A Guide to All Creative Directors

A Guide to All Creative Directors

A Guide to All Creative Directors

A Guide to All Creative Directors

A Guide to All Creative Directors

A Guide to All Creative Directors

A Guide to All Creative Directors

A Guide to All Creative Directors

A Guide to All Creative Directors

A Guide to All Creative Directors

A Guide to All Creative Directors

A Guide to All Creative Directors

A Guide to All Creative Directors

A Guide to All Creative Directors

A Guide to All Creative Directors

A Guide to All Creative Directors

A Guide to All Creative Directors

A Guide to All Creative Directors

Browse all

How Françoise Hardy gave ‘Comme Des Garçons' its name

Who would have thought that Rei Kawakubo was a big fan of “Tous les garçons et les filles"?

How Françoise Hardy gave ‘Comme Des Garçons' its name Who would have thought that Rei Kawakubo was a big fan of “Tous les garçons et les filles?

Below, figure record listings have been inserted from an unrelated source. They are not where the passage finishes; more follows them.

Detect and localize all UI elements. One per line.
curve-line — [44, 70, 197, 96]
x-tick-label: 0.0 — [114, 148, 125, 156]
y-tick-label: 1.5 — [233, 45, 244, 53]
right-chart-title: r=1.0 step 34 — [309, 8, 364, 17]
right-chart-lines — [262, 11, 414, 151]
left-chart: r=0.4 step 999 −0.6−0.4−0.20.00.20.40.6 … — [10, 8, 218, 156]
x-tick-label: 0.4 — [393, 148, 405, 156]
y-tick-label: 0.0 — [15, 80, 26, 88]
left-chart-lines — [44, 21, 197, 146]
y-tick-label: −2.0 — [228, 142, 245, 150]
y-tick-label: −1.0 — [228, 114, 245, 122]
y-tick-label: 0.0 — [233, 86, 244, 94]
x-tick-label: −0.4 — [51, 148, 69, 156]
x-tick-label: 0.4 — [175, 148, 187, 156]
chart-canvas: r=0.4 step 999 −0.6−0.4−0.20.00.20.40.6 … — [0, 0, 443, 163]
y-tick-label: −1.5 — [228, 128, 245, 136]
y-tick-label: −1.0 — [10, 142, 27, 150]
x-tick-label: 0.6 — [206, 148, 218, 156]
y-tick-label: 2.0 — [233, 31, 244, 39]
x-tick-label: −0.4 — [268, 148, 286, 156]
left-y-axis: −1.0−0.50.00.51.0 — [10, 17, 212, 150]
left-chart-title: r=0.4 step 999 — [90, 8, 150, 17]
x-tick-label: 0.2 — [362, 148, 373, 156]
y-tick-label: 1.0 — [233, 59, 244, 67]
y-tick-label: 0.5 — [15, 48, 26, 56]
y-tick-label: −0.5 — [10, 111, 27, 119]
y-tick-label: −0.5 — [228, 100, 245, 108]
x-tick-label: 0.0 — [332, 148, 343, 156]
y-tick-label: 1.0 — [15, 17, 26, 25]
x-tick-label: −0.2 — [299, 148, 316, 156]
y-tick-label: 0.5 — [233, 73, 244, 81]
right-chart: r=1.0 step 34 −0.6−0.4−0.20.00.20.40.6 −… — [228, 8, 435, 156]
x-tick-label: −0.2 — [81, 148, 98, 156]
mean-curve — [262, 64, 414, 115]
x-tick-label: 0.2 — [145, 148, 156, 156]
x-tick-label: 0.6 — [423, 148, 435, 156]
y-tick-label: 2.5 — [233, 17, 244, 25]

“Like the boys and girls my age, will I soon know what love is?”, wondered Françoise Hardy in 1962. While this phrase has resonated in the hearts of many young girls in bloom and in search of romance over the past decades, it seems that it has even echoed all the way to Japan. More precisely, to the ears of designer Rei Kawakubo, pioneer of the brand Comme des Garçons. With her Levi’s jeans, impeccable shirt, and superstar looks, Françoise Hardy left a mark on French fashion, but not only. One of her most memorable outfits is the golden dress created by Paco Rabanne especially for her. A dress made up of 1,000 gold squares and 300 carats of diamonds, originally designed to promote a jewelry exhibition in Paris. Part of the Les Pacotilles collection, it weighed no less than 10 kilos and drew such a crowd at the time that the singer had to arrive at the event in an armored truck, escorted, of course, by an army of bodyguards. 

Watch on TikTok

But no gold was needed to make her shine; she also made an impression in the famous smoking by Yves Saint Laurent, a black velvet tuxedo jacket worn with an organdy shirt and a lavallière, or in her signature Space Age outfits designed by André Courrèges. However, the anti-Brigitte Bardot didn’t just leave her mark on fashion made-in-france; she even managed to influence the fashion sphere unknowingly, all the way to the Land of the Rising Sun. If the Japanese brand Comme des Garçons (which still presents its collections at Paris Fashion Week today) has a French-sounding name, it’s not just to give it a romantic and chic vibe, but exclusively thanks to Françoise Hardy. It is said that Rei Kawakubo had a divine revelation while listening to Tous les garçons et les filles and later decided that her brand would (almost) take its name from one of Hardy’s lyrics. Incredible to think that Kawakubo was probably crying over a lost or never-arrived love like the rest of us, all to the sound of Françoise Hardy. What can you do? She’s literally just a girl, too.